::: STUDY MATERIAL :::

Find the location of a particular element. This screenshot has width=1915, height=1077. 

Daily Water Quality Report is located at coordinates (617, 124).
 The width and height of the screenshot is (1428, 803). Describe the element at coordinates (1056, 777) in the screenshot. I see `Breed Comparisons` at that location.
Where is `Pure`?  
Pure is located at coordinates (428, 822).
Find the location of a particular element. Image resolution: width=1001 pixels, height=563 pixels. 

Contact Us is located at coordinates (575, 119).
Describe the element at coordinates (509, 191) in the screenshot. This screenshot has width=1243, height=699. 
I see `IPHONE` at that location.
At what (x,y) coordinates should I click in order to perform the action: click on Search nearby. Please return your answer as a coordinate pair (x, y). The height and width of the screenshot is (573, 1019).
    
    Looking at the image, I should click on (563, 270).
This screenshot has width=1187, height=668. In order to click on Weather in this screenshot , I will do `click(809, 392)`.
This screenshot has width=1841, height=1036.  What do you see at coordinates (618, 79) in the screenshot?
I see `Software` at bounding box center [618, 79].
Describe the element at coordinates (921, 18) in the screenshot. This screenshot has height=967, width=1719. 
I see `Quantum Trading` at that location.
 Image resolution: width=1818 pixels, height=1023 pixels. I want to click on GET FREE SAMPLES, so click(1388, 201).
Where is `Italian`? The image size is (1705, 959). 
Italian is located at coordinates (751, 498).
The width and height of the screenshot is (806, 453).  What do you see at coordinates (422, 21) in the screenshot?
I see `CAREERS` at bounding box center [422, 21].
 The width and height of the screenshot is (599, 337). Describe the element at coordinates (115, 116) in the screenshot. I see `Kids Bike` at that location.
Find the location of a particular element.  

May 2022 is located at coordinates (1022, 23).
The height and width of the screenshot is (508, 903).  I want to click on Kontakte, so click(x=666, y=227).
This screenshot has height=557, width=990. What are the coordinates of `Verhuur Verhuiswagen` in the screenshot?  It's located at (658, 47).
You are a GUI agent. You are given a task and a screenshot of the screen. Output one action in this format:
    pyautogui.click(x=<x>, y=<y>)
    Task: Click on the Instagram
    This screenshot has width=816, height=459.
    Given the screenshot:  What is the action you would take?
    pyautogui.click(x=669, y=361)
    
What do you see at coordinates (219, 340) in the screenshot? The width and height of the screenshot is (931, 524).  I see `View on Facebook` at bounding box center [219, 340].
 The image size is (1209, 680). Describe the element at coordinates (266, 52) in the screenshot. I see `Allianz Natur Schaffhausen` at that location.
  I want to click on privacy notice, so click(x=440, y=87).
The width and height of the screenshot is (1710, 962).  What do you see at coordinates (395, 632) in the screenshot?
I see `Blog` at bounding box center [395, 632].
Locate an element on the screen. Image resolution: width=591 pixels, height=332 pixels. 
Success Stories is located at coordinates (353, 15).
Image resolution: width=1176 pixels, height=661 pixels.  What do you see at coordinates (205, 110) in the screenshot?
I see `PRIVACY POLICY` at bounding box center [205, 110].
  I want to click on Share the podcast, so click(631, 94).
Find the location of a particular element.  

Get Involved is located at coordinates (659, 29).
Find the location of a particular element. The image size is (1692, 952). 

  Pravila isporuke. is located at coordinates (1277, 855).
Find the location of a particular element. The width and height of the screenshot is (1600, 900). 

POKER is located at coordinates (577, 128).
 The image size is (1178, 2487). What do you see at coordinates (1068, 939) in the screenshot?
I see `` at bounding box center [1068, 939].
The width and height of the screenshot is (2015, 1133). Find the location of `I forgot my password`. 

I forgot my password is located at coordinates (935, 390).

:::

## WHAT TO PRODUCE
Nothing in the entries may be left out; each line is to be output exactly.

## EXERCISE SOLUTION
Find the location of a particular element. This screenshot has width=1915, height=1077. 

Daily Water Quality Report is located at coordinates (617, 124).
 The width and height of the screenshot is (1428, 803). Describe the element at coordinates (1056, 777) in the screenshot. I see `Breed Comparisons` at that location.
Where is `Pure`?  
Pure is located at coordinates (428, 822).
Find the location of a particular element. Image resolution: width=1001 pixels, height=563 pixels. 

Contact Us is located at coordinates (575, 119).
Describe the element at coordinates (509, 191) in the screenshot. This screenshot has width=1243, height=699. 
I see `IPHONE` at that location.
At what (x,y) coordinates should I click in order to perform the action: click on Search nearby. Please return your answer as a coordinate pair (x, y). The height and width of the screenshot is (573, 1019).
    
    Looking at the image, I should click on (563, 270).
This screenshot has width=1187, height=668. In order to click on Weather in this screenshot , I will do `click(809, 392)`.
This screenshot has width=1841, height=1036.  What do you see at coordinates (618, 79) in the screenshot?
I see `Software` at bounding box center [618, 79].
Describe the element at coordinates (921, 18) in the screenshot. This screenshot has height=967, width=1719. 
I see `Quantum Trading` at that location.
 Image resolution: width=1818 pixels, height=1023 pixels. I want to click on GET FREE SAMPLES, so click(1388, 201).
Where is `Italian`? The image size is (1705, 959). 
Italian is located at coordinates (751, 498).
The width and height of the screenshot is (806, 453).  What do you see at coordinates (422, 21) in the screenshot?
I see `CAREERS` at bounding box center [422, 21].
 The width and height of the screenshot is (599, 337). Describe the element at coordinates (115, 116) in the screenshot. I see `Kids Bike` at that location.
Find the location of a particular element.  

May 2022 is located at coordinates (1022, 23).
The height and width of the screenshot is (508, 903).  I want to click on Kontakte, so click(x=666, y=227).
This screenshot has height=557, width=990. What are the coordinates of `Verhuur Verhuiswagen` in the screenshot?  It's located at (658, 47).
You are a GUI agent. You are given a task and a screenshot of the screen. Output one action in this format:
    pyautogui.click(x=<x>, y=<y>)
    Task: Click on the Instagram
    This screenshot has width=816, height=459.
    Given the screenshot:  What is the action you would take?
    pyautogui.click(x=669, y=361)
    
What do you see at coordinates (219, 340) in the screenshot? The width and height of the screenshot is (931, 524).  I see `View on Facebook` at bounding box center [219, 340].
 The image size is (1209, 680). Describe the element at coordinates (266, 52) in the screenshot. I see `Allianz Natur Schaffhausen` at that location.
  I want to click on privacy notice, so click(x=440, y=87).
The width and height of the screenshot is (1710, 962).  What do you see at coordinates (395, 632) in the screenshot?
I see `Blog` at bounding box center [395, 632].
Locate an element on the screen. Image resolution: width=591 pixels, height=332 pixels. 
Success Stories is located at coordinates (353, 15).
Image resolution: width=1176 pixels, height=661 pixels.  What do you see at coordinates (205, 110) in the screenshot?
I see `PRIVACY POLICY` at bounding box center [205, 110].
  I want to click on Share the podcast, so click(631, 94).
Find the location of a particular element.  

Get Involved is located at coordinates (659, 29).
Find the location of a particular element. The image size is (1692, 952). 

  Pravila isporuke. is located at coordinates (1277, 855).
Find the location of a particular element. The width and height of the screenshot is (1600, 900). 

POKER is located at coordinates (577, 128).
 The image size is (1178, 2487). What do you see at coordinates (1068, 939) in the screenshot?
I see `` at bounding box center [1068, 939].
The width and height of the screenshot is (2015, 1133). Find the location of `I forgot my password`. 

I forgot my password is located at coordinates (935, 390).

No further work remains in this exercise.